SI
SI
discoversearch

We've detected that you're using an ad content blocking browser plug-in or feature. Ads provide a critical source of revenue to the continued operation of Silicon Investor.  We ask that you disable ad blocking while on Silicon Investor in the best interests of our community.  If you are not using an ad blocker but are still receiving this message, make sure your browser's tracking protection is set to the 'standard' level.
Politics : Foreign Affairs Discussion Group -- Ignore unavailable to you. Want to Upgrade?


To: TimF who wrote (149701)10/28/2004 9:40:18 PM
From: Michael Watkins  Read Replies (1) | Respond to of 281500
 
If it's half of that [400,000 tons] and the explosives where only 1/5th the 377 tons would only be a small part of the total. And if it is inaccurate it could also be inaccurate on the low side. I've seen other estimates of more like a million tons.

The nitty details on the ratio of explosive material weight to munitions weight doesn't matter - the point of drawing the comparison was to illustrate that the Cheney/Bush campaign quite willingly paints a misleading picture for the public by presenting an apples to orange, or diving-weight to tennis ball, comparison.

This particular news issue isn't the scandal, but it is representative of the important scandal and the most important issue in this election.

Everything we've seen makes it quite clear that the administration did not have a plan to secure the weapons they supposedly went to war to prevent terrorists from getting -- not just at this facility (a huge and obvious target for terrorists and the US alike) but all over Iraq.

They didn't develop a plan to secure all of the primary objectives. That makes the war a failure by any standard of measurement.

- Bush / Cheney's plan was insufficient to win the initial battle *and* maintain the peace

- Bush / Cheney's plan dramatically underestimated war costs - to the tune of tens of billions of dollars, because it did not adequately plan for securing the primary objectives which include keeping the peace

- Bush / Cheney's plan understaffed the war, yet their agents laughed at those who presented far more sobering, and realistic, force requirements

Their plan so missed the mark that it leaves thinking people with the big question "What was this war all about?" and the answer I think many of them will arrive at over the coming months is that they were deceived from the start.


--- What you should do ---
Below are some records. Count the lines with "related" in them and give nothing but the total.

┄┄┄┄┄┄┄┄┄┄

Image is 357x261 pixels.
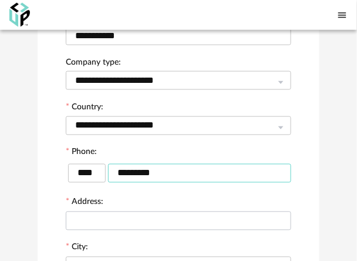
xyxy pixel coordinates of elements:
[66,58,121,69] label: Company type:
[66,103,103,113] label: Country:
[66,148,97,159] label: Phone:
[337,9,348,21] span: Menu icon
[66,243,88,254] label: City:
[9,3,30,27] img: OXP
[66,198,103,208] label: Address:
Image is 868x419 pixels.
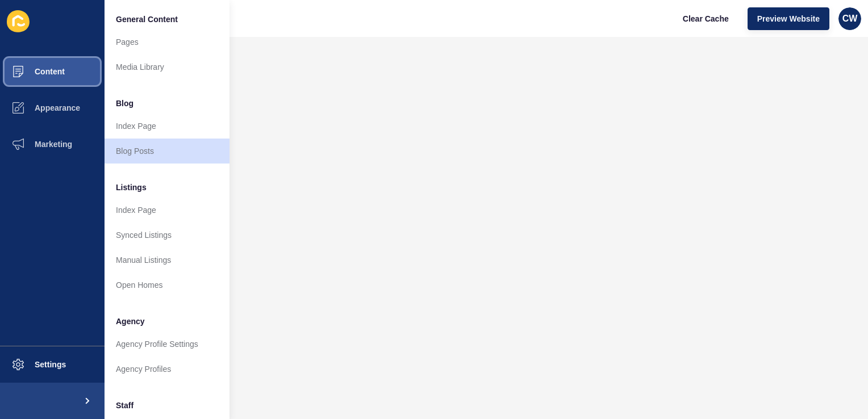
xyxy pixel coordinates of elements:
[843,13,858,24] span: CW
[105,54,229,79] a: Media Library
[116,316,145,327] span: Agency
[105,332,229,356] a: Agency Profile Settings
[116,400,134,411] span: Staff
[105,198,229,223] a: Index Page
[757,13,820,24] span: Preview Website
[105,113,229,138] a: Index Page
[748,8,830,30] button: Preview Website
[105,138,229,164] a: Blog Posts
[105,356,229,381] a: Agency Profiles
[105,248,229,273] a: Manual Listings
[116,14,178,25] span: General Content
[105,273,229,297] a: Open Homes
[116,98,134,109] span: Blog
[105,30,229,54] a: Pages
[105,223,229,248] a: Synced Listings
[683,13,729,24] span: Clear Cache
[116,182,147,193] span: Listings
[673,8,739,30] button: Clear Cache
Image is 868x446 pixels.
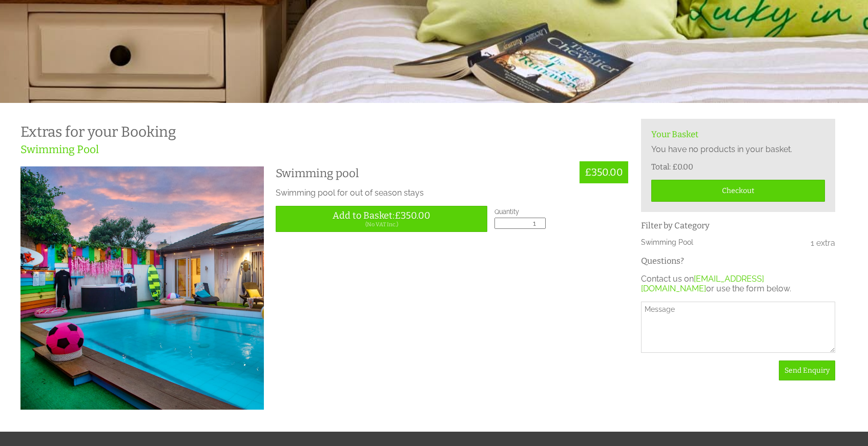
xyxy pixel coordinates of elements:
[333,210,430,221] span: Add to Basket:
[651,162,825,171] h4: Total: £0.00
[777,238,835,248] p: 1 extra
[641,274,836,294] p: Contact us on or use the form below.
[651,145,825,154] p: You have no products in your basket.
[365,221,398,228] span: (No VAT Inc.)
[275,188,628,198] p: Swimming pool for out of season stays
[641,221,836,230] h3: Filter by Category
[579,161,628,183] h2: £350.00
[494,207,628,215] label: Quantity
[641,274,763,294] a: [EMAIL_ADDRESS][DOMAIN_NAME]
[641,238,777,246] a: Swimming Pool
[275,167,628,180] h1: Swimming pool
[651,180,825,202] a: Checkout
[275,206,487,232] button: Add to Basket:£350.00 (No VAT Inc.)
[20,167,264,409] img: Swimming pool
[784,366,829,375] span: Send Enquiry
[778,361,835,380] button: Send Enquiry
[20,143,99,156] a: Swimming Pool
[641,256,836,265] h3: Questions?
[651,129,698,139] a: Your Basket
[394,210,430,221] span: £350.00
[20,123,177,140] a: Extras for your Booking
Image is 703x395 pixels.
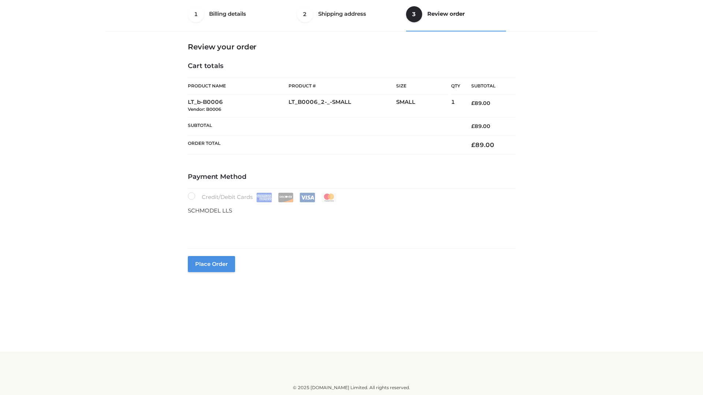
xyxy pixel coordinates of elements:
[188,135,460,155] th: Order Total
[288,78,396,94] th: Product #
[188,256,235,272] button: Place order
[451,94,460,118] td: 1
[188,206,515,216] p: SCHMODEL LLS
[188,94,288,118] td: LT_b-B0006
[188,117,460,135] th: Subtotal
[188,107,221,112] small: Vendor: B0006
[299,193,315,202] img: Visa
[188,193,338,202] label: Credit/Debit Cards
[396,78,447,94] th: Size
[188,78,288,94] th: Product Name
[256,193,272,202] img: Amex
[471,141,475,149] span: £
[471,141,494,149] bdi: 89.00
[471,123,490,130] bdi: 89.00
[186,214,514,241] iframe: Secure payment input frame
[109,384,594,392] div: © 2025 [DOMAIN_NAME] Limited. All rights reserved.
[460,78,515,94] th: Subtotal
[396,94,451,118] td: SMALL
[471,100,490,107] bdi: 89.00
[471,100,474,107] span: £
[471,123,474,130] span: £
[451,78,460,94] th: Qty
[188,173,515,181] h4: Payment Method
[188,62,515,70] h4: Cart totals
[278,193,294,202] img: Discover
[321,193,337,202] img: Mastercard
[288,94,396,118] td: LT_B0006_2-_-SMALL
[188,42,515,51] h3: Review your order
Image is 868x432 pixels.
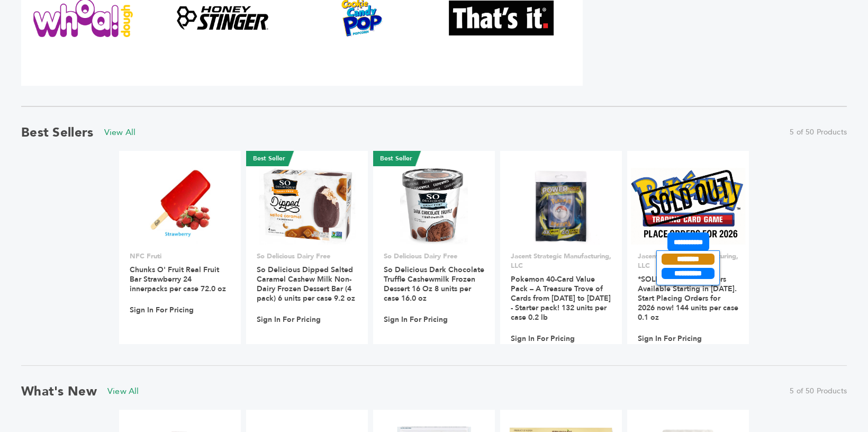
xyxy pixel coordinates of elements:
a: Sign In For Pricing [383,315,448,324]
img: *SOLD OUT* New Orders Available Starting in 2026. Start Placing Orders for 2026 now! 144 units pe... [631,168,745,245]
a: View All [104,126,136,138]
a: Pokemon 40-Card Value Pack – A Treasure Trove of Cards from [DATE] to [DATE] - Starter pack! 132 ... [511,274,610,322]
img: Pokemon 40-Card Value Pack – A Treasure Trove of Cards from 1996 to 2024 - Starter pack! 132 unit... [523,168,599,245]
h2: Best Sellers [21,124,93,141]
a: Sign In For Pricing [511,334,574,343]
img: Chunks O' Fruit Real Fruit Bar Strawberry 24 innerpacks per case 72.0 oz [150,168,211,244]
img: So Delicious Dipped Salted Caramel Cashew Milk Non-Dairy Frozen Dessert Bar (4 pack) 6 units per ... [259,168,356,244]
p: Jacent Strategic Manufacturing, LLC [511,251,611,270]
a: *SOLD OUT* New Orders Available Starting in [DATE]. Start Placing Orders for 2026 now! 144 units ... [638,274,738,322]
span: 5 of 50 Products [790,386,847,396]
a: View All [107,385,139,397]
p: NFC Fruti [129,251,230,261]
img: So Delicious Dark Chocolate Truffle Cashewmilk Frozen Dessert 16 Oz 8 units per case 16.0 oz [400,168,467,244]
a: Sign In For Pricing [257,315,320,324]
a: Sign In For Pricing [129,306,194,315]
a: So Delicious Dark Chocolate Truffle Cashewmilk Frozen Dessert 16 Oz 8 units per case 16.0 oz [383,265,484,303]
p: So Delicious Dairy Free [257,251,357,261]
a: Chunks O' Fruit Real Fruit Bar Strawberry 24 innerpacks per case 72.0 oz [129,265,226,294]
p: So Delicious Dairy Free [383,251,484,261]
p: Jacent Strategic Manufacturing, LLC [638,251,738,270]
img: That's It [449,1,553,35]
a: Sign In For Pricing [638,334,702,343]
h2: What's New [21,382,97,400]
img: Honey Stinger [170,2,274,34]
span: 5 of 50 Products [790,127,847,138]
a: So Delicious Dipped Salted Caramel Cashew Milk Non-Dairy Frozen Dessert Bar (4 pack) 6 units per ... [257,265,356,303]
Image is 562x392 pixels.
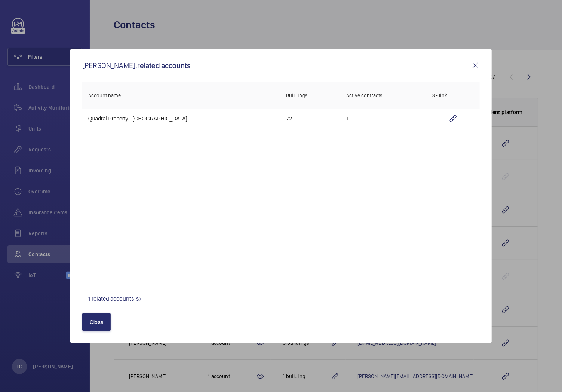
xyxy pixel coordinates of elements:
[89,93,121,98] span: Account name
[340,108,426,128] td: 1
[346,93,382,98] span: Active contracts
[89,295,91,302] span: 1
[91,295,141,302] span: related accounts(s)
[137,61,191,70] span: related accounts
[82,108,280,128] td: Quadral Property - [GEOGRAPHIC_DATA]
[280,108,340,128] td: 72
[432,93,447,98] span: SF link
[286,93,308,98] span: Buildings
[82,313,110,331] button: Close
[82,62,471,69] p: [PERSON_NAME]:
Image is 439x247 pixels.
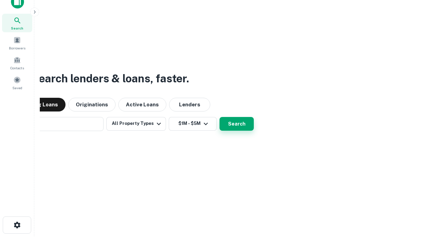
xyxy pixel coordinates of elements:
[68,98,116,111] button: Originations
[2,54,32,72] a: Contacts
[169,117,217,131] button: $1M - $5M
[2,73,32,92] a: Saved
[12,85,22,91] span: Saved
[220,117,254,131] button: Search
[118,98,166,111] button: Active Loans
[2,14,32,32] a: Search
[10,65,24,71] span: Contacts
[2,34,32,52] a: Borrowers
[405,192,439,225] iframe: Chat Widget
[31,70,189,87] h3: Search lenders & loans, faster.
[169,98,210,111] button: Lenders
[11,25,23,31] span: Search
[9,45,25,51] span: Borrowers
[106,117,166,131] button: All Property Types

┄┄┄┄┄┄┄┄┄┄

--- Written answer ---
2